Both are the same rule. Division and multiplication have equal priority (solve left to right). Addition and subtraction also have equal priority (left to right).

Problem 1: 8+2×58 + 2 \times 5

Multiplication before addition: 2×5=102 \times 5 = 10, then 8+10=188 + 10 = \mathbf{18}

(NOT (8+2)×5=50(8 + 2) \times 5 = 50 — that would be wrong without brackets.)

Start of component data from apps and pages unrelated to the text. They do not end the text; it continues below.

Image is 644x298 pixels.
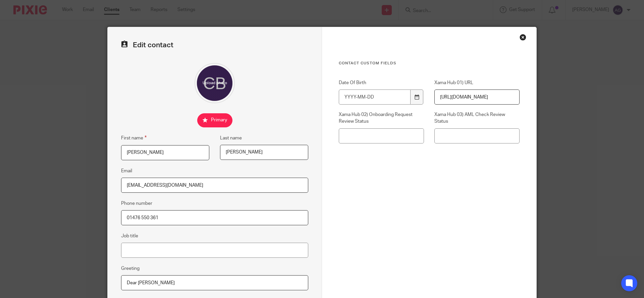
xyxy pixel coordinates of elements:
[121,134,147,142] label: First name
[121,265,140,272] label: Greeting
[435,79,520,86] label: Xama Hub 01) URL
[520,34,526,40] div: Close this dialog window
[339,111,424,125] label: Xama Hub 02) Onboarding Request Review Status
[121,200,153,207] label: Phone number
[220,135,242,141] label: Last name
[121,167,132,175] label: Email
[121,233,138,239] label: Job title
[339,89,410,104] input: YYYY-MM-DD
[339,61,520,66] h3: Contact Custom fields
[435,111,520,125] label: Xama Hub 03) AML Check Review Status
[121,275,308,290] input: e.g. Dear Mrs. Appleseed or Hi Sam
[339,79,424,86] label: Date Of Birth
[121,40,308,50] h2: Edit contact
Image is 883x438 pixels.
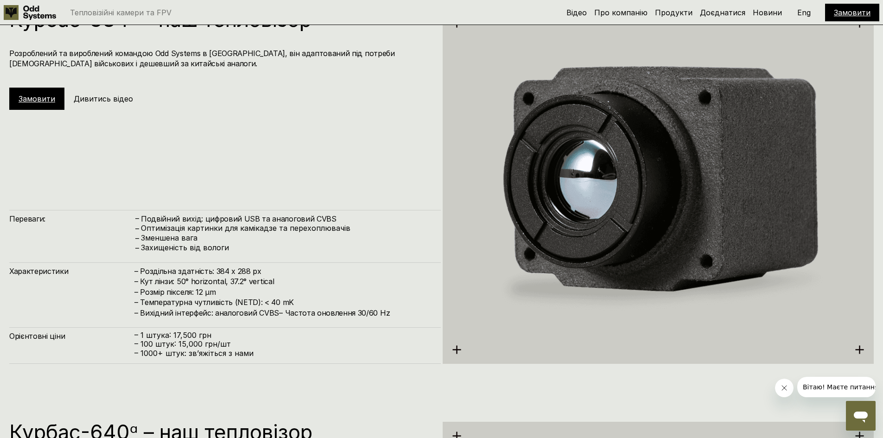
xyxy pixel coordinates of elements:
[9,266,134,276] h4: Характеристики
[797,377,876,397] iframe: Повідомлення від компанії
[141,234,432,242] p: Зменшена вага
[19,94,55,103] a: Замовити
[74,94,133,104] h5: Дивитись відео
[753,8,782,17] a: Новини
[141,214,432,224] h4: Подвійний вихід: цифровий USB та аналоговий CVBS
[134,331,432,340] p: – 1 штука: 17,500 грн
[141,224,432,233] p: Оптимізація картинки для камікадзе та перехоплювачів
[797,9,811,16] p: Eng
[134,340,432,349] p: – 100 штук: 15,000 грн/шт
[135,233,139,243] h4: –
[655,8,693,17] a: Продукти
[70,9,172,16] p: Тепловізійні камери та FPV
[134,266,432,318] h4: – Роздільна здатність: 384 x 288 px – Кут лінзи: 50° horizontal, 37.2° vertical – Розмір пікселя:...
[9,9,432,30] h1: Курбас-384ᵅ – наш тепловізор
[135,213,139,223] h4: –
[6,6,85,14] span: Вітаю! Маєте питання?
[846,401,876,431] iframe: Кнопка для запуску вікна повідомлень
[9,48,432,69] h4: Розроблений та вироблений командою Odd Systems в [GEOGRAPHIC_DATA], він адаптований під потреби [...
[834,8,871,17] a: Замовити
[594,8,648,17] a: Про компанію
[134,349,432,358] p: – ⁠1000+ штук: звʼяжіться з нами
[9,214,134,224] h4: Переваги:
[135,243,139,253] h4: –
[567,8,587,17] a: Відео
[700,8,745,17] a: Доєднатися
[135,223,139,234] h4: –
[141,243,432,252] p: Захищеність від вологи
[9,331,134,341] h4: Орієнтовні ціни
[775,379,794,397] iframe: Закрити повідомлення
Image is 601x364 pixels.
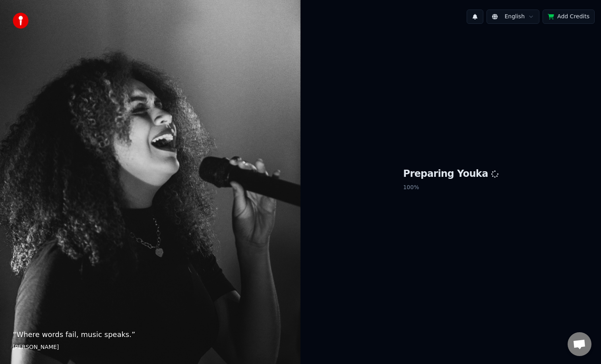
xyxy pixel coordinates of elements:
button: Add Credits [543,9,595,24]
footer: [PERSON_NAME] [13,343,288,351]
p: 100 % [403,181,498,195]
h1: Preparing Youka [403,168,498,181]
img: youka [13,13,29,29]
a: Open chat [568,332,592,356]
p: “ Where words fail, music speaks. ” [13,329,288,340]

Problem 2: 24÷62+324 \div 6 - 2 + 3

Division first: 24÷6=424 \div 6 = 4. Then left to right: 42+3=2+3=54 - 2 + 3 = 2 + 3 = \mathbf{5}

Problem 3: (3+5)×24÷2(3 + 5) \times 2 - 4 \div 2

Brackets first: 3+5=83 + 5 = 8. Then multiplication and division (left to right): 8×2=168 \times 2 = 16 and 4÷2=24 \div 2 = 2. Finally: 162=1416 - 2 = \mathbf{14}

flowchart TD
    A[BODMAS Priority] --> B[1. Brackets first]
    B --> C[2. Orders - powers, roots]
    C --> D[3. Division and Multiplication - left to right]
    D --> E[4. Addition and Subtraction - left to right]

Why This Works

Without a fixed order, the same expression would give different answers depending on which operation you do first. BODMAS is a convention that everyone agrees on, so there is exactly one correct answer for every expression.


Common Mistake

The biggest mistake: thinking multiplication ALWAYS comes before division (because M comes before D in BODMAS). Actually, multiplication and division have equal priority — we solve them left to right. Same for addition and subtraction. Example: 12÷3×2=4×2=812 \div 3 \times 2 = 4 \times 2 = 8 (left to right), NOT 12÷6=212 \div 6 = 2.

When in doubt, add brackets to make the order clear. Writing (12÷3)×2(12 \div 3) \times 2 removes all ambiguity. Examiners love testing expressions where left-to-right order matters.